Against crimson theater drapes at one of Oslo’s most prominent LGBTQ+ spaces, the Church of Norway offered an apology for harm and unequal treatment it had inflicted.
“Norway's church has caused LGBTQ+ people shame, great harm and pain,” the presiding bishop, Bishop Tveit, announced on Thursday. “This should never have happened and this is why I offer my apology now.”
The “discrimination, unequal treatment and harassment” resulted in a loss of faith for some, the bishop admitted. A worship service at Oslo's main cathedral was planned to take place after his statement.
The statement of regret occurred at the London Pub establishment, one of two bars involved in the 2022 shooting that killed two people and injured nine people severely at Oslo's Pride event. An individual of Iranian descent living in Norway, who swore loyalty to Islamic State, received a sentence to no less than 30 years in prison for carrying out the attacks.
Similar to numerous global faiths, the Norwegian Lutheran Church – an evangelical Lutheran church that is Norway’s largest faith community – had long marginalised LGBTQ+ people, denying them the opportunity from joining the clergy or from marrying in religious ceremonies. During the 1950s, the church’s bishops described gay people as a “social danger of global proportions”.
However, as Norway's society grew more liberal, emerging as the world's second to legalize same-sex partnerships during 1993 and during 2009 the first Scandinavian country to approve gay marriage, the church slowly followed.
In 2007, the Norwegian Lutheran Church commenced the ordination of LGBTQ+ clergy, and same-sex couples were permitted to marry in church starting in 2017. Last year, Tveit participated in the Pride march in Oslo in what was described as a historic moment for the religious institution.
The Thursday statement of regret elicited a mixed reaction. The director of a group for Christian lesbians in Norway, Hanne Marie, herself a gay pastor, called it “a crucial act of amends” and a point in time that “finally marked the end of a dark chapter in the church’s history”.
For Stephen Adom, the leader of the Norwegian Association for Gender and Sexual Diversity, the apology represented “powerful and significant” but had come “too late for those among us who died of Aids … with deep sorrow in their hearts because the church considered the crisis to be God’s punishment”.
Internationally, several faith-based organizations have tried to offer apologies for historical treatment concerning the LGBTQ+ community. In 2023, England's church said sorry for what it referred to as its “shameful” treatment, though it still declines to allow same-sex marriages in religious settings.
Similarly, Ireland's Methodist Church last year expressed regret for its “failures in pastoral support and care” to LGBTQ+ people and family members, but remained staunch in its conviction that marriage could only be a partnership of one man and one woman.
In the early part of this year, the United Church based in Canada delivered a statement of regret to Two-Spirit and LGBTQIA+ groups, describing it as a reaffirmation of the church’s “commitment to radical hospitality and full inclusion” in every part of the church's activities.
“We did not manage to rejoice and take pleasure in the beauty of all creation,” Reverend Blair, the general secretary of the church, said. “We have hurt individuals rather than pursuing healing. We apologize.”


▶ Task details
Tell how many lines in the data contain the word "vertical", and leave out everything else.

= Beginning of Section =

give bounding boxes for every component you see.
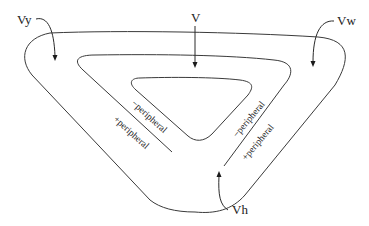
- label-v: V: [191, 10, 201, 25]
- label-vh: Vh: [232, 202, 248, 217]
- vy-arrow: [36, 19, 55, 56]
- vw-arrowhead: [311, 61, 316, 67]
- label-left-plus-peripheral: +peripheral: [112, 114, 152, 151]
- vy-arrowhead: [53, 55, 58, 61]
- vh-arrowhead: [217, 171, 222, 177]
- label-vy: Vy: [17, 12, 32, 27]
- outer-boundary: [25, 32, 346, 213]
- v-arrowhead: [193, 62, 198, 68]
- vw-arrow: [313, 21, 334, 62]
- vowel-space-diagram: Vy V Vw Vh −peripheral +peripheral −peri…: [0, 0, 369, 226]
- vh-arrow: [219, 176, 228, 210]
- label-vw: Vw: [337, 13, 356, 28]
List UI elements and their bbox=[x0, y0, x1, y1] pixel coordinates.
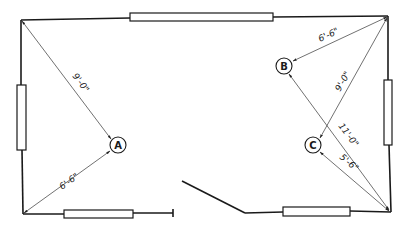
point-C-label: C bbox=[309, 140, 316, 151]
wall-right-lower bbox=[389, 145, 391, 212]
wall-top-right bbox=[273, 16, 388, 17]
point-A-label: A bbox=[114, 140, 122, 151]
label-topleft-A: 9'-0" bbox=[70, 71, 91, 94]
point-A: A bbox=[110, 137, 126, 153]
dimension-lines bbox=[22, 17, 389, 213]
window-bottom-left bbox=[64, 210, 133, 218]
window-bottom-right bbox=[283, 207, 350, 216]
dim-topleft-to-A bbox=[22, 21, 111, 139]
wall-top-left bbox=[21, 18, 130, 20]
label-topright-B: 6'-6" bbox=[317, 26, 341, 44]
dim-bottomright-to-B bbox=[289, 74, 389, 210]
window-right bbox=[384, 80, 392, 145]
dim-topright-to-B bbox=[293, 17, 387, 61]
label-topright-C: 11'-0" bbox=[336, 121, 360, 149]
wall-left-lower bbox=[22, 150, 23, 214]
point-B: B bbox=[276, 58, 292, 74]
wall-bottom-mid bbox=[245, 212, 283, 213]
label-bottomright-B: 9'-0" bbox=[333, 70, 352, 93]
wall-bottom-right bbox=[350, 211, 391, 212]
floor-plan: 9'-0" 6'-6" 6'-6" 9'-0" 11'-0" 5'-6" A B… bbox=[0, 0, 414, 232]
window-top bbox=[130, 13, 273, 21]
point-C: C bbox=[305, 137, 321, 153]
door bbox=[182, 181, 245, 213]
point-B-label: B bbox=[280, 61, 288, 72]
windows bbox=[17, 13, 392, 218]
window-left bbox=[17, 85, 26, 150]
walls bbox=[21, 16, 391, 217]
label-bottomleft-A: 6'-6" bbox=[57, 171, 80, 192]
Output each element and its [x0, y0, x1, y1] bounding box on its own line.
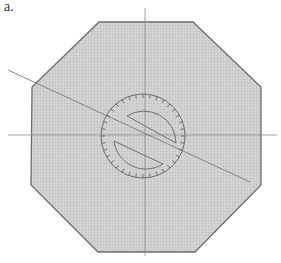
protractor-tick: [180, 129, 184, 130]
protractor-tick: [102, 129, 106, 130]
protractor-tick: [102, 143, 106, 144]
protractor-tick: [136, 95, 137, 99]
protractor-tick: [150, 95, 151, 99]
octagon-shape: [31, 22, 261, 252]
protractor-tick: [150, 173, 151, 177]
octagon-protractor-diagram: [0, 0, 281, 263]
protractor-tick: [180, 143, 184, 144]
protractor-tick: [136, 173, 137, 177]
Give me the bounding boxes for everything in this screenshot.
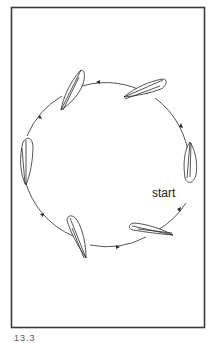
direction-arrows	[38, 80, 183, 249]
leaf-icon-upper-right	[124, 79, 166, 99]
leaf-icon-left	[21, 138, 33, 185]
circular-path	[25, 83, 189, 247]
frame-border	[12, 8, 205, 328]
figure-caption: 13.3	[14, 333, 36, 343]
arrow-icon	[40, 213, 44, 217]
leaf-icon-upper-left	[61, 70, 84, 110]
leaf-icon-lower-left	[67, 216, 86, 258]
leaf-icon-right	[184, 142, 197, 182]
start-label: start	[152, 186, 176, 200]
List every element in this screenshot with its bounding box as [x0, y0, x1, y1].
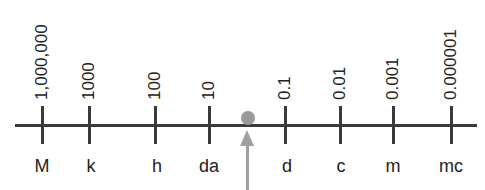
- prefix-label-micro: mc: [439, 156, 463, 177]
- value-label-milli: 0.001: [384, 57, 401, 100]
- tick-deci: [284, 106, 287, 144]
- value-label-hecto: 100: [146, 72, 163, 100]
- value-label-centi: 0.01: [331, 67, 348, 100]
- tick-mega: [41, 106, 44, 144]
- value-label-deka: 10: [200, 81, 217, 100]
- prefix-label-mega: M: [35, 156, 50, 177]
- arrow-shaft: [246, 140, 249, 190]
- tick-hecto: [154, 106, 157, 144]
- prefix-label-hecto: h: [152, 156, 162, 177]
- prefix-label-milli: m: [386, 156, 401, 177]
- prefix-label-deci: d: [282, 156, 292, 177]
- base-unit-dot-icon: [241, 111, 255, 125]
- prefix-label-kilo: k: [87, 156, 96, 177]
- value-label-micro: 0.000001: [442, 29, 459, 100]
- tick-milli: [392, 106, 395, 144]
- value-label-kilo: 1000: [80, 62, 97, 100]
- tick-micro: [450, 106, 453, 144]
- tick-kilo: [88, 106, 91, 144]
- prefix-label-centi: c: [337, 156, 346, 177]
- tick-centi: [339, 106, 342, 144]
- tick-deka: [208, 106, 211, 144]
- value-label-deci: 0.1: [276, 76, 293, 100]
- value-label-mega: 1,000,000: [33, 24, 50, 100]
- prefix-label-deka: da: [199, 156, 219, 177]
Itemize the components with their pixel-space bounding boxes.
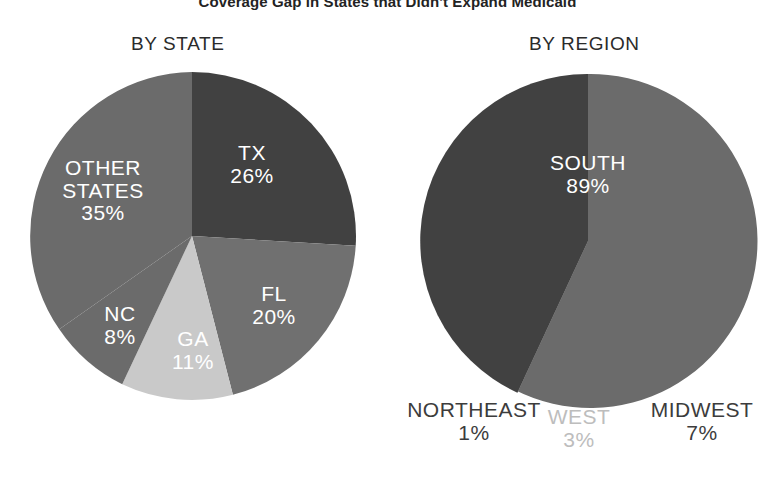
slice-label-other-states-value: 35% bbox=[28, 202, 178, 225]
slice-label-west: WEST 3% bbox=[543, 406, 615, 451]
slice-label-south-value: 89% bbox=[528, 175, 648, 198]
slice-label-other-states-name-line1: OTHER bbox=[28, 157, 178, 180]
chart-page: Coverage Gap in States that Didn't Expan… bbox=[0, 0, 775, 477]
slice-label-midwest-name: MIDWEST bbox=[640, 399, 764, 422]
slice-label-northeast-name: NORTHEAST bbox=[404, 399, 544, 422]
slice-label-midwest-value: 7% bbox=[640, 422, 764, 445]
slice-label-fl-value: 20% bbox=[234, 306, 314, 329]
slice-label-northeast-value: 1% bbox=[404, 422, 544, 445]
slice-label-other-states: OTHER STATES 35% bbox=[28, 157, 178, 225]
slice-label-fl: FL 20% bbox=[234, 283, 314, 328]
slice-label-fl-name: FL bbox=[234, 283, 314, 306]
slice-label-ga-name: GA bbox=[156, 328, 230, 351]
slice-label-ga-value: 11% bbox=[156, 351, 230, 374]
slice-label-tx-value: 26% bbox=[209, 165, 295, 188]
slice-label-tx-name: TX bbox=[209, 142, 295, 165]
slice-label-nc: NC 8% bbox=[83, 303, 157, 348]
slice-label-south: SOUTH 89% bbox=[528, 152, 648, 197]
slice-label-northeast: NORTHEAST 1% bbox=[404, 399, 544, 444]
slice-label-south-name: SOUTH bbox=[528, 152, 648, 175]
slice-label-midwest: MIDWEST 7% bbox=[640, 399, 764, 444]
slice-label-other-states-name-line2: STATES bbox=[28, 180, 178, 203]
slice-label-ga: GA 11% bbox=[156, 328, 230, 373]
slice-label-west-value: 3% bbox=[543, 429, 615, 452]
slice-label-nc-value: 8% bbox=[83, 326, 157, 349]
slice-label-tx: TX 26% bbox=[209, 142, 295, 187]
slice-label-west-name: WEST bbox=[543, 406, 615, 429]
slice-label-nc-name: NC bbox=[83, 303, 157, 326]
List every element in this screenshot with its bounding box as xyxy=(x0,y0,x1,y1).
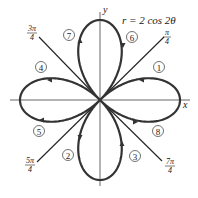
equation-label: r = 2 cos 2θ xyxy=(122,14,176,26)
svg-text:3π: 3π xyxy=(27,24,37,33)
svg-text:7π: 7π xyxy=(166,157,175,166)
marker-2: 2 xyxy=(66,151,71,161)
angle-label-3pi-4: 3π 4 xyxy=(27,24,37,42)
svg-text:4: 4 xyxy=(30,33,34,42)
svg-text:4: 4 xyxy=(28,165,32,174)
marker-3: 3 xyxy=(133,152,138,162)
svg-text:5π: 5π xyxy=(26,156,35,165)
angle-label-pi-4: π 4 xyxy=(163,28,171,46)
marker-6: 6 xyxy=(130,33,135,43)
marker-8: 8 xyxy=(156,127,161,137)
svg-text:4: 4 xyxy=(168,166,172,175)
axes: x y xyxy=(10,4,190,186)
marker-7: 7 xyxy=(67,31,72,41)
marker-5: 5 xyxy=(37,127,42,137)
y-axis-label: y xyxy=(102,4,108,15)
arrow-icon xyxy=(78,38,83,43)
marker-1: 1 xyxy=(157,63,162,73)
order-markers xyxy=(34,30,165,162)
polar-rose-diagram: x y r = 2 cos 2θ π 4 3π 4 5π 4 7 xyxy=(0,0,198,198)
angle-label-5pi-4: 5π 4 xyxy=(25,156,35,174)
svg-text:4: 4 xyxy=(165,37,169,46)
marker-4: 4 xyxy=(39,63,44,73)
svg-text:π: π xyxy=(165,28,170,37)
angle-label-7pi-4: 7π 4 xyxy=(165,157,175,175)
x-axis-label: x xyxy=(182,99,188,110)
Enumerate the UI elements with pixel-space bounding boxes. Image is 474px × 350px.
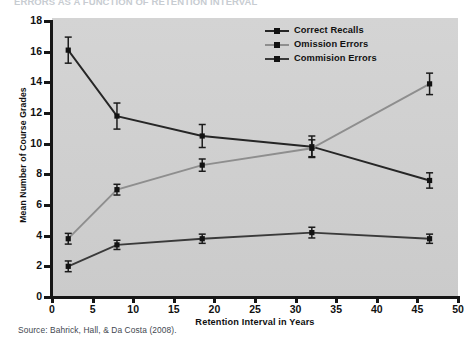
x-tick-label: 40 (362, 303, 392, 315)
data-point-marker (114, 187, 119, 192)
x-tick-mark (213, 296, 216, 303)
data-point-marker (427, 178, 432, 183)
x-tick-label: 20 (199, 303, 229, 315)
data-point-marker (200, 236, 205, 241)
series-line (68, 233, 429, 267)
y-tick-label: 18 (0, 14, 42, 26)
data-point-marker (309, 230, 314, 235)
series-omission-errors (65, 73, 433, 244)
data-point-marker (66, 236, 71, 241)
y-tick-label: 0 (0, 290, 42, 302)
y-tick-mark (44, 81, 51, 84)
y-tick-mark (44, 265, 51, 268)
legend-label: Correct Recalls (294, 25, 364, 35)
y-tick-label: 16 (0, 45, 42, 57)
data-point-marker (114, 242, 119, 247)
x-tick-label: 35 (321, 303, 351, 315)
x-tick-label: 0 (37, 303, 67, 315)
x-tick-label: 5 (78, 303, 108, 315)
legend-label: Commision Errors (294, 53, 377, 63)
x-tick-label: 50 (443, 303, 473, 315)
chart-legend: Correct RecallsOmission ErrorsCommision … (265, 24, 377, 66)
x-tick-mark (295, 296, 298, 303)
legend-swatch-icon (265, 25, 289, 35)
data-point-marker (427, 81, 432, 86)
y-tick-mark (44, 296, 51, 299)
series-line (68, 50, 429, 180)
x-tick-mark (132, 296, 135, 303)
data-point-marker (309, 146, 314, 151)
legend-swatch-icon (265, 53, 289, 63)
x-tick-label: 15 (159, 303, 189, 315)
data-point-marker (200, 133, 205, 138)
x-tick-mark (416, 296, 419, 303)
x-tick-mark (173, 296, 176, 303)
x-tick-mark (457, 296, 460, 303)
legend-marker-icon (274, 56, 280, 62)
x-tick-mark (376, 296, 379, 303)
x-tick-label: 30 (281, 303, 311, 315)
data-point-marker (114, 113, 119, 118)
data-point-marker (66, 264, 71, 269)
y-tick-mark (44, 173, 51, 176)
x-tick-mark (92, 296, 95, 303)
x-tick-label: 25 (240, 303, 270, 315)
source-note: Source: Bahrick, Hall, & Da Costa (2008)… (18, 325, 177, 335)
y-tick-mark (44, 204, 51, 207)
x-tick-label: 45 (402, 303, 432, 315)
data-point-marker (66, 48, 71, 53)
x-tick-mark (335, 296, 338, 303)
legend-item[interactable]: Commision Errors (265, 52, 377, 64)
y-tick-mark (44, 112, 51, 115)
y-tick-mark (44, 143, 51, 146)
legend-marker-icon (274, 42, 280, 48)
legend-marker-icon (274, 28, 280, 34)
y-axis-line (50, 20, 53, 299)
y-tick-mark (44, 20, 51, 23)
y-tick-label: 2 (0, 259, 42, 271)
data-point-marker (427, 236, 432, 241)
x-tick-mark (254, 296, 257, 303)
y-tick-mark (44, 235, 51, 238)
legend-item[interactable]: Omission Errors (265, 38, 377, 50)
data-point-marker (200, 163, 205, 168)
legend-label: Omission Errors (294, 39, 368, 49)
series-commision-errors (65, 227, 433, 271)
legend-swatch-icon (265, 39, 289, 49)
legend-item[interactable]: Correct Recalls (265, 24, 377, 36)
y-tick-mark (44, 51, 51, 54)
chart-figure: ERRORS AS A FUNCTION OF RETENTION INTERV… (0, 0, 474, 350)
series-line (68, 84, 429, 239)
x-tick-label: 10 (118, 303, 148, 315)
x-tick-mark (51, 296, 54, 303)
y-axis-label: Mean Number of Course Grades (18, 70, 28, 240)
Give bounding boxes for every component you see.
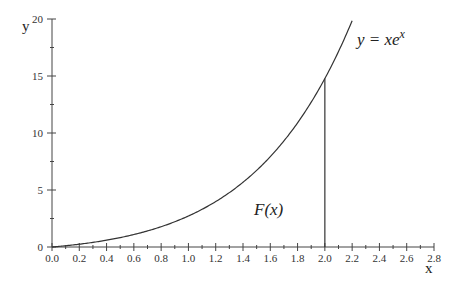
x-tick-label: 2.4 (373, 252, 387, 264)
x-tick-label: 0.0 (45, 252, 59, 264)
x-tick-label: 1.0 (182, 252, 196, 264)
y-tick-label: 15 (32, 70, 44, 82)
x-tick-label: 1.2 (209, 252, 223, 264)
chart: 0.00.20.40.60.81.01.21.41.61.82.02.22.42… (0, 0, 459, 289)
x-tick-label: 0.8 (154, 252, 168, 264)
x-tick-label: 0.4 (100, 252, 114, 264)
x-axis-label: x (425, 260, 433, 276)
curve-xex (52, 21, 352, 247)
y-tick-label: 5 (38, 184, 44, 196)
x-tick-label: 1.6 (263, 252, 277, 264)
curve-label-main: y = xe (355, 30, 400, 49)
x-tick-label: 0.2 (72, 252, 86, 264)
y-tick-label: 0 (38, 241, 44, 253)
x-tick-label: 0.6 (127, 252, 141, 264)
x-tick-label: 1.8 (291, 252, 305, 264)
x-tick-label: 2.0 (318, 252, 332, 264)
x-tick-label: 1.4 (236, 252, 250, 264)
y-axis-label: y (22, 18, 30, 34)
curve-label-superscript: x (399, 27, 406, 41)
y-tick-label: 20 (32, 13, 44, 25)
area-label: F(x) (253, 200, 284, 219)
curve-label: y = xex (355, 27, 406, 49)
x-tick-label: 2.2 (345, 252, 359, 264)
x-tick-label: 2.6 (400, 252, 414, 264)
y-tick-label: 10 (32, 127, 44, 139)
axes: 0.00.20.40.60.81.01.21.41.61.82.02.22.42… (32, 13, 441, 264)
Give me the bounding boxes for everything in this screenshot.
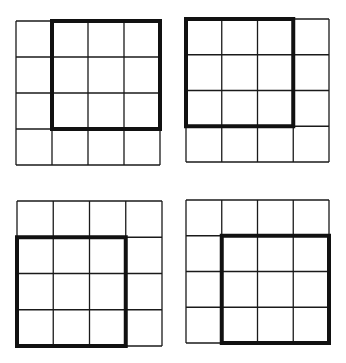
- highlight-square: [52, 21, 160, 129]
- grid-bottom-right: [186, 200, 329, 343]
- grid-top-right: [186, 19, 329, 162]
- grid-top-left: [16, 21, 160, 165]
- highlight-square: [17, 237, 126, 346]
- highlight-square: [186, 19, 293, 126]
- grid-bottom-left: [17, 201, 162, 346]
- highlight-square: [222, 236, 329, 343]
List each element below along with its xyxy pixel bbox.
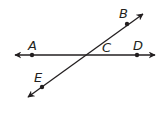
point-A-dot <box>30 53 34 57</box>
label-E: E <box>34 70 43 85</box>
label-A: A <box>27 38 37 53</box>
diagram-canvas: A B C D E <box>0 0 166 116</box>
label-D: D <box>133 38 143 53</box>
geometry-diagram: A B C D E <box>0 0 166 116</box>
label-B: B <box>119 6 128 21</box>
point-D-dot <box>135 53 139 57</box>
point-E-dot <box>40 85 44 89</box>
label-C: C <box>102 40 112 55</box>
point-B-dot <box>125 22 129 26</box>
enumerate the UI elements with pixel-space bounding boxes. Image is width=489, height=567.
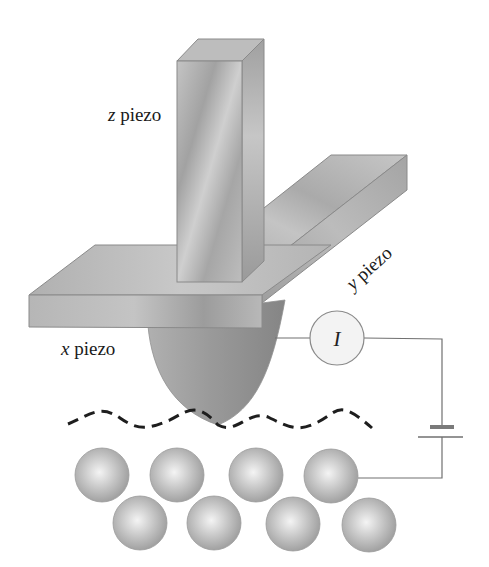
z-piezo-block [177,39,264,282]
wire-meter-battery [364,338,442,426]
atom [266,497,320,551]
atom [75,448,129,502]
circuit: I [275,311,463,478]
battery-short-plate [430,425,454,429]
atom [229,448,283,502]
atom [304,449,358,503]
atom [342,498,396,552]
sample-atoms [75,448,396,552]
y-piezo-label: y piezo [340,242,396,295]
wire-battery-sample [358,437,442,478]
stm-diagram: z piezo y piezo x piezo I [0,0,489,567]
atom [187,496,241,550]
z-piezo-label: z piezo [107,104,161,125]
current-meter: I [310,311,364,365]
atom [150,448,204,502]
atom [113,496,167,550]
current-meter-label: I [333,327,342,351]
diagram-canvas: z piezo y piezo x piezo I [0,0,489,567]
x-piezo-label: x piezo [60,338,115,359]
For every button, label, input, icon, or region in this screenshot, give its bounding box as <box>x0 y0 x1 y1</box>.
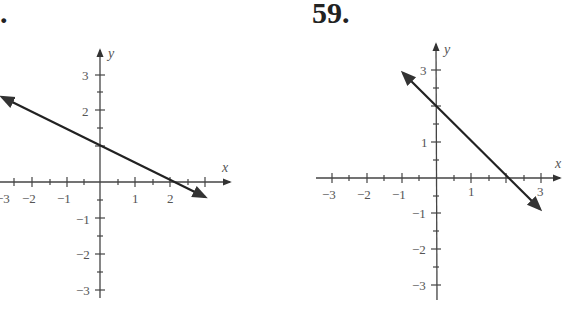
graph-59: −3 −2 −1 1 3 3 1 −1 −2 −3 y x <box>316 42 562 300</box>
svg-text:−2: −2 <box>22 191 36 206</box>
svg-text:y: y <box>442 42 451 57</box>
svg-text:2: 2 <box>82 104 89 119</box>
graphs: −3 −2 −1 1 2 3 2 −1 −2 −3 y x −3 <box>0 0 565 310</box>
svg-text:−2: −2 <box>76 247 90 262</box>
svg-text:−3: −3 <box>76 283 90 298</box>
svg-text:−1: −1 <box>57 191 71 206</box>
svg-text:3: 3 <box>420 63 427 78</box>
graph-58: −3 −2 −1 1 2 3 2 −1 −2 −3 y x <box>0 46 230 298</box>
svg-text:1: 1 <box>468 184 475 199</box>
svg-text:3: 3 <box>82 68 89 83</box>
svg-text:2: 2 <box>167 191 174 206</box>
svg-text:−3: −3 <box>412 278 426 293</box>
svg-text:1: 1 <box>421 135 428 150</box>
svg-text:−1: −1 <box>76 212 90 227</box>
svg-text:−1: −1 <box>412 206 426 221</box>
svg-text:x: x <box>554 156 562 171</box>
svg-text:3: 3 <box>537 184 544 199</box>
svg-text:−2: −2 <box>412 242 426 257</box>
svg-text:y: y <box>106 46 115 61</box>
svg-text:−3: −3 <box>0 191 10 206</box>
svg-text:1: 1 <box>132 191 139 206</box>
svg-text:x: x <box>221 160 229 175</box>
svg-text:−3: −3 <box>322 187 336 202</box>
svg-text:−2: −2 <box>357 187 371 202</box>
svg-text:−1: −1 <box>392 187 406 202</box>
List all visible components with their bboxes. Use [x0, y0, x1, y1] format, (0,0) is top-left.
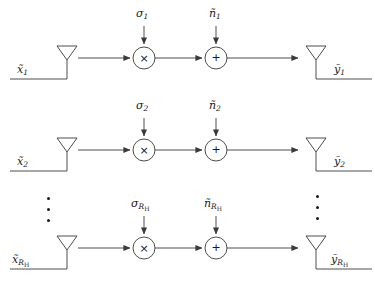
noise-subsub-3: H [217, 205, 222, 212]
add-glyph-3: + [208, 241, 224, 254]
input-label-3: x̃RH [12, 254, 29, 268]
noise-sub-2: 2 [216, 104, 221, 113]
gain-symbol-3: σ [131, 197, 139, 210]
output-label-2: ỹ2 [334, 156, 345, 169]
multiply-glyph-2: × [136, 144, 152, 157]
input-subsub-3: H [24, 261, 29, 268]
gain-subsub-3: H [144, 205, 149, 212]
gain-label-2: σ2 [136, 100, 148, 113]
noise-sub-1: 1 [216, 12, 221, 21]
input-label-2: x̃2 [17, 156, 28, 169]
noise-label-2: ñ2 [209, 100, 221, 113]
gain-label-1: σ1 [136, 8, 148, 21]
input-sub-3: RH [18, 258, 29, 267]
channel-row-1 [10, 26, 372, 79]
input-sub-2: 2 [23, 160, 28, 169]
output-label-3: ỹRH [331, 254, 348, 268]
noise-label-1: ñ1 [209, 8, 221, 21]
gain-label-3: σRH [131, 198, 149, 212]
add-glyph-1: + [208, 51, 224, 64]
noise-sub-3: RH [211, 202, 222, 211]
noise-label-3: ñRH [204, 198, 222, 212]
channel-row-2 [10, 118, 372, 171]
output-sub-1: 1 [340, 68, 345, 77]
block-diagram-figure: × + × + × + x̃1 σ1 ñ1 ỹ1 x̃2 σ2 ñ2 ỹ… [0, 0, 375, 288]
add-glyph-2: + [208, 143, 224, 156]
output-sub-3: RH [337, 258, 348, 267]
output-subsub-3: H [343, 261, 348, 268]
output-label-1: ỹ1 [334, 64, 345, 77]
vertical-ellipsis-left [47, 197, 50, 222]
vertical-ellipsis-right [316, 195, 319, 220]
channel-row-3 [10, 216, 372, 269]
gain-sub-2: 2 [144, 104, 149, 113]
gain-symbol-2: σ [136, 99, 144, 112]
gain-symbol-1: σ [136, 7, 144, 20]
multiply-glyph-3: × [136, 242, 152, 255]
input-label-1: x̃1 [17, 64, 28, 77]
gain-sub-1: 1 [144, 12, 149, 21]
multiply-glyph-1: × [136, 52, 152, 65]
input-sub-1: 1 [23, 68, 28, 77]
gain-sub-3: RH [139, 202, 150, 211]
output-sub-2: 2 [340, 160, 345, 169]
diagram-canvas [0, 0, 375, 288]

= End of Section =

▶ Response box
2